The Intifada was and shall always be a genuine act lead and developed by the oppressed masses who are in fact revolting against oppression, political ploys and empty promises.
The Palestinian uprising develops, grows and changes methods. It responds to Israeli violence with counter violence, and this is the legitimate right of every man, woman and people to defend themselves.
The increasing use of fire arms by Palestinians was not an indication of a "radical faction's" control over the Intifada as some claim, but a natural response to the Israeli use of F 16 warplanes, directed missiles and tank shells.
Suicide bombings are not a manipulative tactic either; killing oneself can never be a tactic. Palestinians do treasure life, but when pushed to the limit they explode. They are only humans, humans who have experienced untold pain for over five decades, left alone to fight an unequal battle.

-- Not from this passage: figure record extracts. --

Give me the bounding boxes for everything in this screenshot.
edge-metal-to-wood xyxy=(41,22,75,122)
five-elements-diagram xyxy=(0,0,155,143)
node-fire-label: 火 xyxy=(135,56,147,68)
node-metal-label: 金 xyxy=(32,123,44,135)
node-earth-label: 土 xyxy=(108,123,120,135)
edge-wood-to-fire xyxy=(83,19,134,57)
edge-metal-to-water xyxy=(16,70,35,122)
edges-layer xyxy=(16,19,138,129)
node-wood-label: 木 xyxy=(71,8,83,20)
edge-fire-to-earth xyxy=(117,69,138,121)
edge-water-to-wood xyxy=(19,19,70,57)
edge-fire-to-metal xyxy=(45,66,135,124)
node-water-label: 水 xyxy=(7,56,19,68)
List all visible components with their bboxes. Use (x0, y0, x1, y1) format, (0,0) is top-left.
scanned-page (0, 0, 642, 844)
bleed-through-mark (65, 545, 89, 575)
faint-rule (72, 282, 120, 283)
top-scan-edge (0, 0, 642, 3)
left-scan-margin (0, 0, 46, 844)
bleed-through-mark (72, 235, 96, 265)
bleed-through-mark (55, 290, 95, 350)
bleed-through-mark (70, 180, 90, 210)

Slingshots cannot stand the might of the world's fourth strongest army for too long. The idea might spark a poem or a song, but in reality not enough to provide meaningful protection for a nation that is left to endure the pain of betrayal, and the savagery of an apartheid state and army.

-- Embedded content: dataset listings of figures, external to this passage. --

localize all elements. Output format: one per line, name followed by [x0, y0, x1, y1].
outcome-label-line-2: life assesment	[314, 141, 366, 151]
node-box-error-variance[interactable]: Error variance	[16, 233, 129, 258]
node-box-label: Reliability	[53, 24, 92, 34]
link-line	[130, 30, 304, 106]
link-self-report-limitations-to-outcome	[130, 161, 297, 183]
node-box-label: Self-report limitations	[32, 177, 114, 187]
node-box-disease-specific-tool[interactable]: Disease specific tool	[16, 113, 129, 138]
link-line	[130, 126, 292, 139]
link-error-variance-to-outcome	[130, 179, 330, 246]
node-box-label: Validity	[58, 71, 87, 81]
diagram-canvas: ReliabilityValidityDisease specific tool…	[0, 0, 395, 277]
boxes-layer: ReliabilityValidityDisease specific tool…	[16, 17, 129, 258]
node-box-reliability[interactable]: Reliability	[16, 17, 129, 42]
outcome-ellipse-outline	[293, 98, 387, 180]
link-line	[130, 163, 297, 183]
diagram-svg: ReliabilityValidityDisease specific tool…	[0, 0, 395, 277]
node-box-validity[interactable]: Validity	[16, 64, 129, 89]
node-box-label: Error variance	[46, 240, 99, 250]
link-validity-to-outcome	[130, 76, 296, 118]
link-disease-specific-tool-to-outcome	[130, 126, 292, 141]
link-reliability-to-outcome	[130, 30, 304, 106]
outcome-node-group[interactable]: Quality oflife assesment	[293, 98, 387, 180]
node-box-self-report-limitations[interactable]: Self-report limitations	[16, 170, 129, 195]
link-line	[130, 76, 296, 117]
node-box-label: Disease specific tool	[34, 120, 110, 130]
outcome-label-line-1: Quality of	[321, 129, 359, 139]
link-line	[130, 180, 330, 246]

Unlike what Israel alleges, Yasser Arafat is not in control of the uprising, nor even Hamas, Islamic Jihad or any other group. What truly controls the Intifada are the unwritten principals of justice and freedom that most Palestinians, in the West Bank, Gaza Strip and elsewhere have agreed to uphold.
The Intifada shall always be heading in the right direction as long as it steadfastly holds to these principals.
One must admit that many have tried to trick Palestinians and manipulate their uprising to serve a political agenda, but despite all, the uprising will continue.
It's a mistake to say that the Intifada started on September 28, 1999, for the Palestinian people are in reality living an ongoing Intifada.
In reality the Palestinian uprising of 1936 never truly ceased; it developed, it changed, and the torch was handed from one generation to another. But it never ended.
The Intifada will end when Palestinians lose track of their priorities and become apathetic to their freedom and legitimate rights. You know as much as I do that this would never happen.
So let President Bush try all of his political maneuvers to strengthen his coalition; let him envision a "Palestinian state"; and let Shimon Peres meet with top Palestinian officials and sip coffee and talk about the good old days of Oslo.
Yet once Bush's temporary vision of a state is over and his vision of a US embassy in Jerusalem is back, and once the Israeli army violates the reached "ceasefire" over and over again, they'll realize that all efforts have failed, and that the Intifada will still carry on.
You see, the Intifada was a revolution against empty promises, a rejection of "security" meetings in which lists of Palestinian activists are handed to the PA so that they can be arrested; imaginary "peace" and false process.
The Intifada is not a political ploy. It is truly a people's cry for justice.